Lot Essay
A pair to this chair was sold anonymously, Christie's New York, 19 April 2001, lot 278 ($52,875)).
The bergere was almost certainly made and supplied by the St. Martin's Lane firm established by Thomas Chippendale (d. 1779). Its design reflects the emerging design influence of around 1770 of Thomas Chippendale Junior (1749-1822), to harmonise with the 'Roman' style of architecture introduced by the Rome-trained architects Sir William Chambers (d.1796) and Robert Adam (d.1792).
Chippendale Junior, who later published a pattern-book entitled Sketches of Ornament, 1779, and who styled himself 'Upholsterer and Cabinet-Maker to the Duke of Gloucester', may also have designed the similar seat furniture that was supplied for the Duke's London house and shown off by him to Thomas Mouat in 1775 (C. Gilbert, The Life and Work of Thomas Chippendale, London, 1978, vol. I, p. 235). George III also commissioned similar chairs for Windsor Castle (ibid., fig. 185). The form of this bergere's arched back would be intended to match the fashionable 'Roman' medallion-back 'cabriolet' chairs featured in designs sent to Burton Constable, Yorkshire (ibid., fig. 202).
This bergere's cresting displays a 'poetic' flowered and laurel-wreathed libation-patera within a pearled ribbon-guilloche; while other pearled and sunflowered paterae enrich its antique-fluted seat-rail, and its arms are wrapped by palms. Similar bergeres, displaying 'Apollo' palm-flowers, were provided for the actor David Garrick's 'Apollo' Drawing Room at the Adelphi, which Adam had designed around 1770 (ibid., fig. 160, and M. Snodin and J. Styles, Design and the Decorative Arts, London, 2001, fig. 48).

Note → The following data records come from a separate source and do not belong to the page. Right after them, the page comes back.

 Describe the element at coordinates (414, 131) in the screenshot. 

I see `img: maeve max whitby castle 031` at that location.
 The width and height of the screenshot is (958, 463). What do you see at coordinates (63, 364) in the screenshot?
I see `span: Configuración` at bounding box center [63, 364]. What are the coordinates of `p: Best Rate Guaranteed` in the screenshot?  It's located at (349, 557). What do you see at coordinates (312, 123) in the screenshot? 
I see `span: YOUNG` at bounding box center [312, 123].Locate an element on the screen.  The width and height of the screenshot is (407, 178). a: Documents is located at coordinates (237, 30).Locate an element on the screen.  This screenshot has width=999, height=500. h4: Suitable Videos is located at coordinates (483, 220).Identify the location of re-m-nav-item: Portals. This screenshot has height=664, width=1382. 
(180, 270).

The firm was also employed by the 1st Viscount Melbourne to furnish related seat furniture for Brocket Hall, Northamptonshire; as well as for his Piccadilly House in London, which had been built to Chambers' designs between 1771 and 1774 (Gilbert, op. cit., fig. 186).
The bergere was almost certainly made and supplied by the St. Martin's Lane firm established by Thomas Chippendale (d. 1779). Its design reflects the emerging design influence of around 1770 of Thomas Chippendale Junior (1749-1822), to harmonise with the 'Roman' style of architecture introduced by the Rome-trained architects Sir William Chambers (d.1796) and Robert Adam (d.1792).

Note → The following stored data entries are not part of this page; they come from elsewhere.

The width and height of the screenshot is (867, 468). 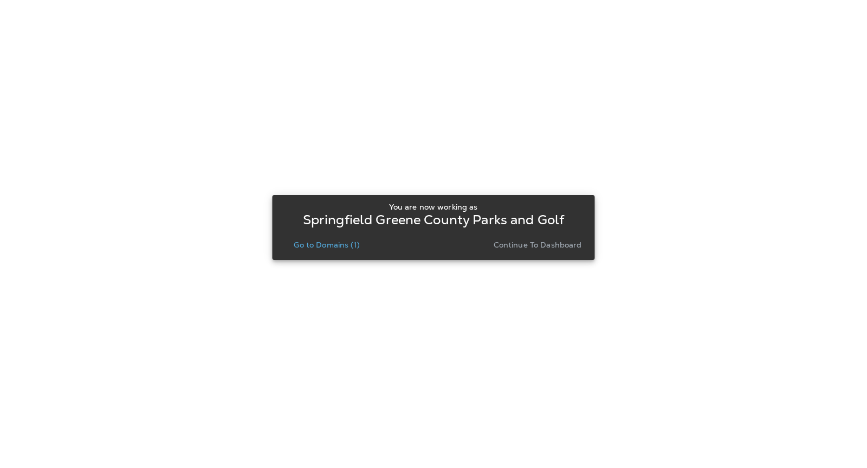 What do you see at coordinates (538, 245) in the screenshot?
I see `p: Continue to Dashboard` at bounding box center [538, 245].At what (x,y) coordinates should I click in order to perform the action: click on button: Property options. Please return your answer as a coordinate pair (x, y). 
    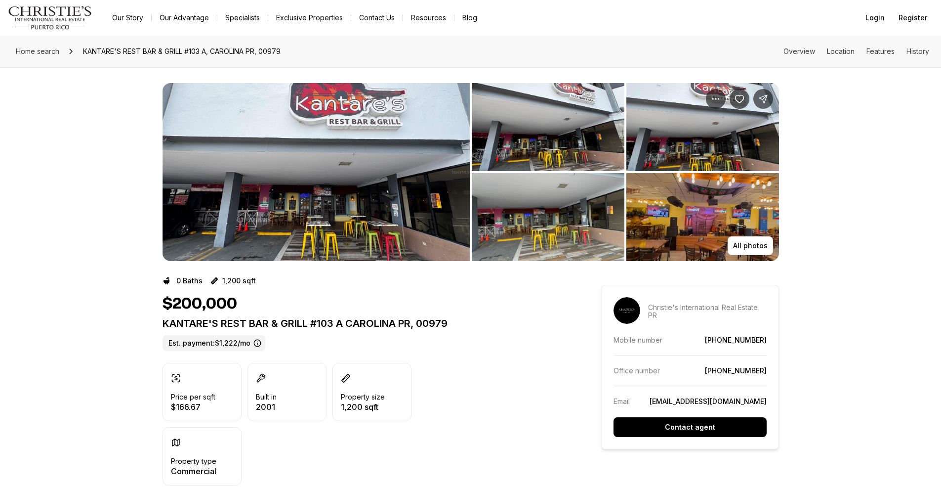
    Looking at the image, I should click on (716, 99).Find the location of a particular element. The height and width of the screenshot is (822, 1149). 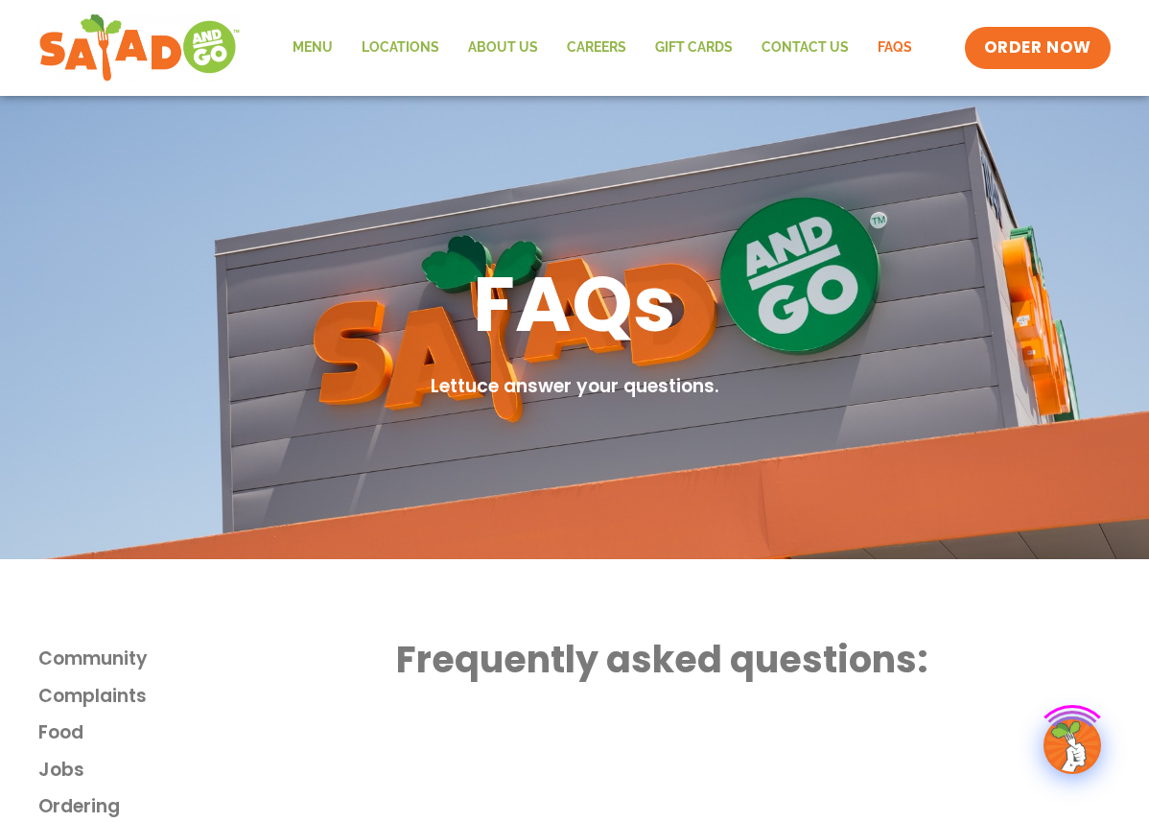

h2: Lettuce answer your questions. is located at coordinates (574, 386).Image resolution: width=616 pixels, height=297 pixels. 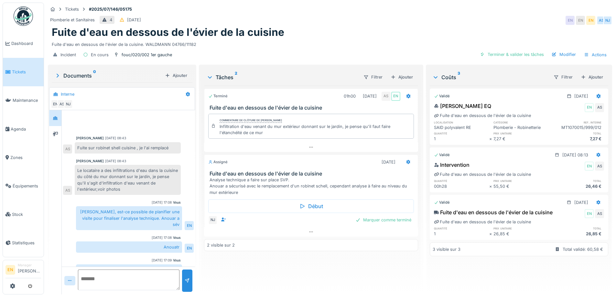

Chippendale Junior, who later published a pattern-book entitled Sketches of Ornament, 1779, and who styled himself 'Upholsterer and Cabinet-Maker to the Duke of Gloucester', may also have designed the similar seat furniture that was supplied for the Duke's London house and shown off by him to Thomas Mouat in 1775 (C. Gilbert, The Life and Work of Thomas Chippendale, London, 1978, vol. I, p. 235). George III also commissioned similar chairs for Windsor Castle (ibid., fig. 185). The form of this bergere's arched back would be intended to match the fashionable 'Roman' medallion-back 'cabriolet' chairs featured in designs sent to Burton Constable, Yorkshire (ibid., fig. 202).

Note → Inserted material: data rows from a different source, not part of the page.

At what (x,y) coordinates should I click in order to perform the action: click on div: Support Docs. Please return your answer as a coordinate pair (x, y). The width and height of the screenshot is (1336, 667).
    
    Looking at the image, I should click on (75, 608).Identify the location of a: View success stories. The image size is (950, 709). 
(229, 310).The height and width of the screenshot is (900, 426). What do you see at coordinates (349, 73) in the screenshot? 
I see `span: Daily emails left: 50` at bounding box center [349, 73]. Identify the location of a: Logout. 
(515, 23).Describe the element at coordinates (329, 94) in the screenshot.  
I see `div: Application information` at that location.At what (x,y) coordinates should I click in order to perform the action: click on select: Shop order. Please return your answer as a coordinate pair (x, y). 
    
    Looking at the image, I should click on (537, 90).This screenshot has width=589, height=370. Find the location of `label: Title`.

This bergere's cresting displays a 'poetic' flowered and laurel-wreathed libation-patera within a pearled ribbon-guilloche; while other pearled and sunflowered paterae enrich its antique-fluted seat-rail, and its arms are wrapped by palms. Similar bergeres, displaying 'Apollo' palm-flowers, were provided for the actor David Garrick's 'Apollo' Drawing Room at the Adelphi, which Adam had designed around 1770 (ibid., fig. 160, and M. Snodin and J. Styles, Design and the Decorative Arts, London, 2001, fig. 48).
The firm was also employed by the 1st Viscount Melbourne to furnish related seat furniture for Brocket Hall, Northamptonshire; as well as for his Piccadilly House in London, which had been built to Chambers' designs between 1771 and 1774 (Gilbert, op. cit., fig. 186).